Saturday, November 17, 2007

MILK CANS AND LIMOUSINES



MILK CANS AND LIMOUSINES

Our Grandmother drove a funeral home limousine for a family car. It’s a good thing too, because she used to come to our house about every other day and load up as many of us kids up as possible to go down to the farm to get milk, eggs, and vegetables. We’d usually fight over who got to sit on the jump seats. It was the coolest car ever. 

 Munnie had what’s known as a lead foot, even though she had to drive with the seat all the way forward; and then probably needed a couple of pillows to reach the accelerator. If she saw a car in front of her, she would speed up until she passed it. Sometimes she would see someone ahead of her going way too slow and miss her turn off to the farm driveway.

The farm was just below us on Jacksboro Highway. Munnie would have to drive down Central Avenue a block, turn right, and then turn right on Northside Drive to Jacksboro Highway, and turn right. A little ways down, we’d turn left down a very obscure road. It was very steep, and my heart would just pound every time we’d head down that hill. Munnie wasn’t afraid at all. I was always amazed at how we always made it back up the hill.

Later, when we were older, we’d just walk down the hillside and cross the highway to the farm. The caretakers were Bob and Marie Fagan, an old married couple, who were the nicest people I ever did meet. Bob would let us help milk the cows, until Munnie rounded us up. I got the feeling she didn’t want us to bother Bob while he milked the cows. He didn’t like us to climb up in the barn hayloft, because he said there were rats up there. Marie would let us help her collect the eggs, and I was a little afraid of the hens if they were still sitting on their nest. While we were busy snooping around, Munnie and Marie would skim the cream off the off the top of the milk to make butter.

There was a pecan orchard on the farm and a “U” shaped fishing pond that Grandad used to call a tank. I didn’t think it looked at all like a tank. There was also a mule named Judy, and pigs and turkeys and a couple of attack geese. Those geese were really mean, and would chase us across the yard. Grandad said that turkeys are stupid because they’ll look straight up when it rains and just strangle them selves with the rain.

Munnie would gather us all back up and load us into the limousine to take us home with the milk, eggs and vegetables. She’d stand the big cans (usually two of them) on the floor in the back. She’d drop us off at home, and leave half of the milk and eggs at our house. She’d take the other can to Aunt Ollie, just a couple of blocks away. Sometimes she’d give Joanie and Anne and me a jar filled with fresh cream to shake up to make butter. Other times, she hand us a sack of purple hull peas and tell us to go out on the front porch and shell them. She firmly believed that children should always have something to do. “Heaven is for perfect people! Jesus is in Heaven! I’m still here and you’re still here. So, maybe there’s something we should be working on!”

1 comment:

Anonymous said...

I love this. I only remember going to the farm a few times after you girls were in school. But the ride down that steep gravel hill was terrifying. I wonder if Munnie enjoyed seeing us experience the thrill of it. Remember the electric jars with the big wooden beaters in the kitchen at home that churned the milk? Munnie was such a wonderful gift in our lives and still is to me.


Copy out all of the data exactly as it appears.

^^^^^^^^^^^^^^^^

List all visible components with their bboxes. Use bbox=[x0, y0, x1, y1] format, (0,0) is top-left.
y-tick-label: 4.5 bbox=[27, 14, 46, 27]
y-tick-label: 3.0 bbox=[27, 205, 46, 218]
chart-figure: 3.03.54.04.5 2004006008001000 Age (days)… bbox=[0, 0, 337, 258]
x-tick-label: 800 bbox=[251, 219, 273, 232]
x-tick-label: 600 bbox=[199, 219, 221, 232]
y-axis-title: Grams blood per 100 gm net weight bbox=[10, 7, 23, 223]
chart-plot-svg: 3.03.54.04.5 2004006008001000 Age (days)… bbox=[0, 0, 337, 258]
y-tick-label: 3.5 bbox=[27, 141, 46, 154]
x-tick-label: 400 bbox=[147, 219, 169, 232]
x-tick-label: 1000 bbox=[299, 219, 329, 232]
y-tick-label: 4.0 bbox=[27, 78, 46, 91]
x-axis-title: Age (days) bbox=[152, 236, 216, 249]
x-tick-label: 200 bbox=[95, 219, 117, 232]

^^^^^^^^^^^^^^^^

RESPONSE FOR THIS EXERCISE
List all visible components with their bboxes. Use bbox=[x0, y0, x1, y1] format, (0,0) is top-left.
y-tick-label: 4.5 bbox=[27, 14, 46, 27]
y-tick-label: 3.0 bbox=[27, 205, 46, 218]
chart-figure: 3.03.54.04.5 2004006008001000 Age (days)… bbox=[0, 0, 337, 258]
x-tick-label: 800 bbox=[251, 219, 273, 232]
x-tick-label: 600 bbox=[199, 219, 221, 232]
y-axis-title: Grams blood per 100 gm net weight bbox=[10, 7, 23, 223]
chart-plot-svg: 3.03.54.04.5 2004006008001000 Age (days)… bbox=[0, 0, 337, 258]
y-tick-label: 3.5 bbox=[27, 141, 46, 154]
x-tick-label: 400 bbox=[147, 219, 169, 232]
x-tick-label: 1000 bbox=[299, 219, 329, 232]
y-tick-label: 4.0 bbox=[27, 78, 46, 91]
x-axis-title: Age (days) bbox=[152, 236, 216, 249]
x-tick-label: 200 bbox=[95, 219, 117, 232]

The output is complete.